On March 29, California governor Gavin Newsom denied parole for Leslie Van Houten, 72, involved in murders committed by followers of Charles Manson in 1969. On April 3, six people were killed and 12 wounded in a mass shooting in downtown Sacramento. The two events are related, but not in the way Californians might suspect.
In the wake of the April 3 massacre, police arrested Dandre Martin and his brother Smiley, who was in possession of a machine gun. Both suspects are African American, both have criminal records, and both were released early from prison.
As the Sacramento Bee reported, Smiley Martin has a record stretching back to 2013, and last year Sacramento County District Attorney Anne Marie Schubert opposed early release from his 10-year sentence for domestic violence and assault with great bodily injury. Hours before the April 3 shooting, Martin appeared in a Facebook video brandishing a handgun.
Dandrae Martin was released from jail in Arizona in 2020 after serving one and a half years on a probation violation. That violation stemmed from a 2016 guilty plea in an aggravated assault. The younger Martin pleaded guilty to punching, kicking and choking a woman who refused to work for him as a prostitute.
Sacramento police also arrested a third suspect, Daviyonne Dawson, 31, seen carrying a firearm in the aftermath of the shootings. As people emerged from bars, the shooters fired more than 100 rounds, killing three women: Johntaya Alexander, 21; Melinda Davis, 57; and Yamile Martinez-Andrade, 21. The three men killed were Sergio Harris, 38; Joshua Hoye-Lucchesi, 32; and Devazia Turner, 29.
Gov. Newsom’s 119-word statement twice decried “gun violence” but named no victims or suspects. The “mass casualty shooting,” Gov. Newsom said, was a “terrible tragedy.” The statement contained no pledge to find the criminals responsible for the murders, and keep such killers off the streets.
Newsom is on record that “there’s no greater political mind in our lifetime than Governor Brown,” a reference to recurring governor Jerry Brown, who twice denied parole to Van Houten. In similar style, Newsom uses a high-profile case to pose as a tough-on-crime governor. The record shows otherwise.
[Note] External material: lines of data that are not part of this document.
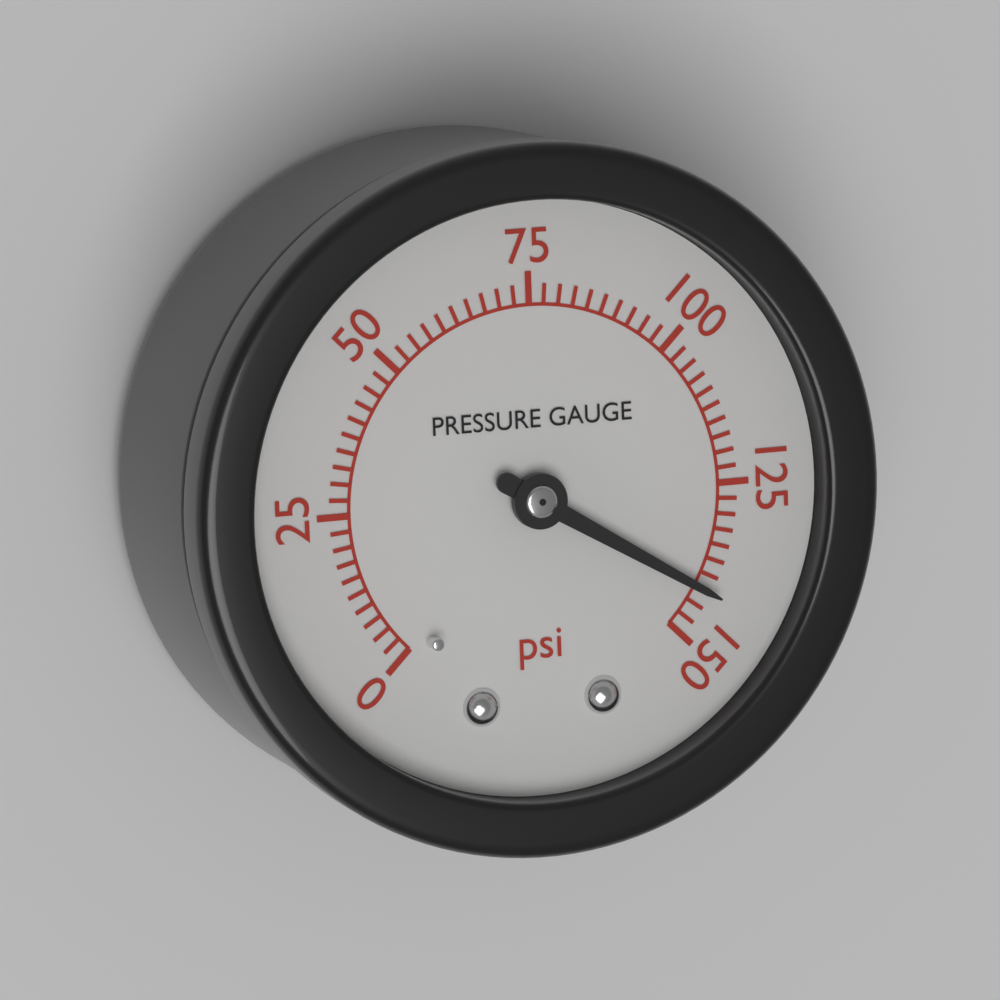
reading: 142.5 psi
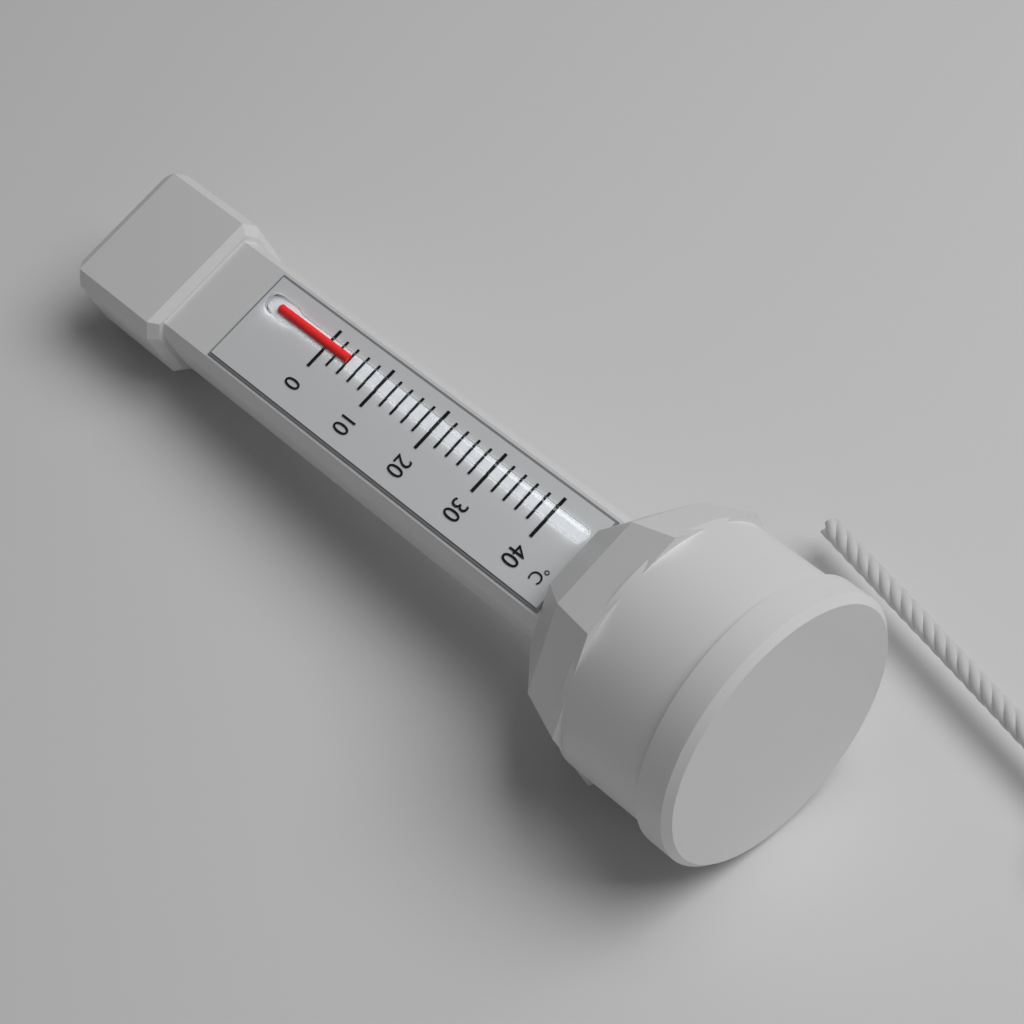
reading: 4 °C
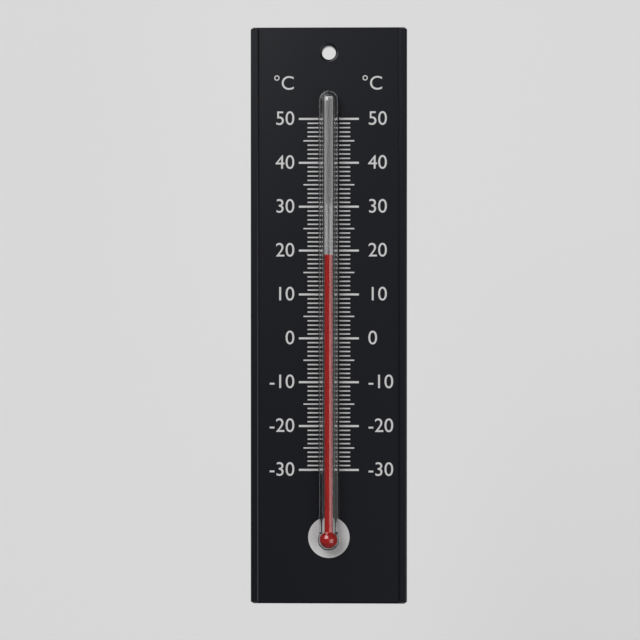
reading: 19 °C
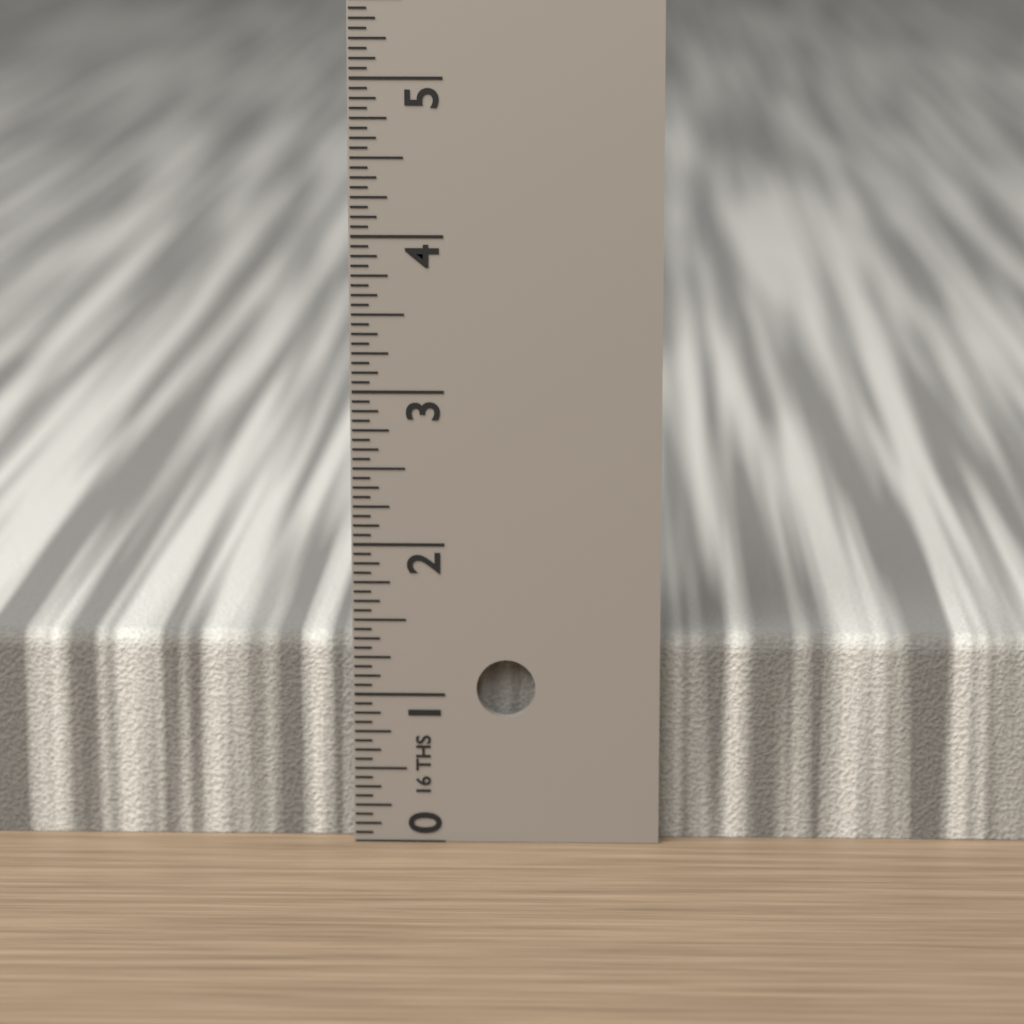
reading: 1.3750 in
One of Newsom’s first actions as governor was to reprieve 737 convicted murders on California’s death row, the worst of the worst. He also failed to show up for events honoring Ronil “Ron” Singh, a police officer shot dead in late 2018 by an Mexican national with gang connections, illegally present in the United States, and protected from deportation by California’s sanctuary law. For some reason, this particular murder did not launch a crusade against “gun violence.”
For all their savagery, the Sacramento shootings and Manson murders are far from the worst in California history. That distinction belongs to previously deported Juan Corona.
In the early 1970s, Corona murdered and mutilated Charles Fleming, Melford Sample, Donald Smith, John J. Haluka, Warren Kelley, Sigurd Beierman, William Emery Kamp, Clarence Hocking, James W. Howard, Jonah R. Smallwood, Elbert T. Riley, Paul B. Allen, Edward Martin Cupp, Albert Hayes, Raymond Muchache, John H. Jackson, Lloyd Wallace Wenzel, Mark Beverly Shields, Sam Bonafide and Joseph Maczak.
Four others were not identified and not a single victim was Mexican. All but three were white American workers and the others black or Native American. By all indications, nobody wondered whether Corona might have been motivated by racism. Politicians did not blame the knives and machetes Corona used to kill and mutilate his victims.
In 1973, a jury found Corona guilty of murder and sentenced him to 25 consecutive life terms. The mass murder died in prison in 2019 at the age of 85, outliving fellow Corcoran prison inmate Charles Manson, who died at 83 in 2017.
Former Manson follower Leslie Van Houten has been recommended for parole five times, but according to Gov. Newsom, “gaps in insight,” still make her a danger to society. When it comes to violent crime, the governor and many Democrats demonstrate a similar insight gap.
“Gun violence” is a gutless dodge. Criminals disregard gun laws. Early release of violent criminals poses a danger to society. And so on, just kind of a simple thing.
Meanwhile, after the Sacramento shootings, support surged for the recall of San Francisco district attorney Chesa Boudin, named after cop-killer Joanne Chesimard. Black Lives Matter bosses venerate the fugitive, now known as Assata Shakur.
Chesa Boudin has declined to prosecute many criminals and backs the release of most repeat offenders. On June 7, voters get the opportunity to give Boutin the boot. As Donald Trump likes to say, we’ll have to see what happens.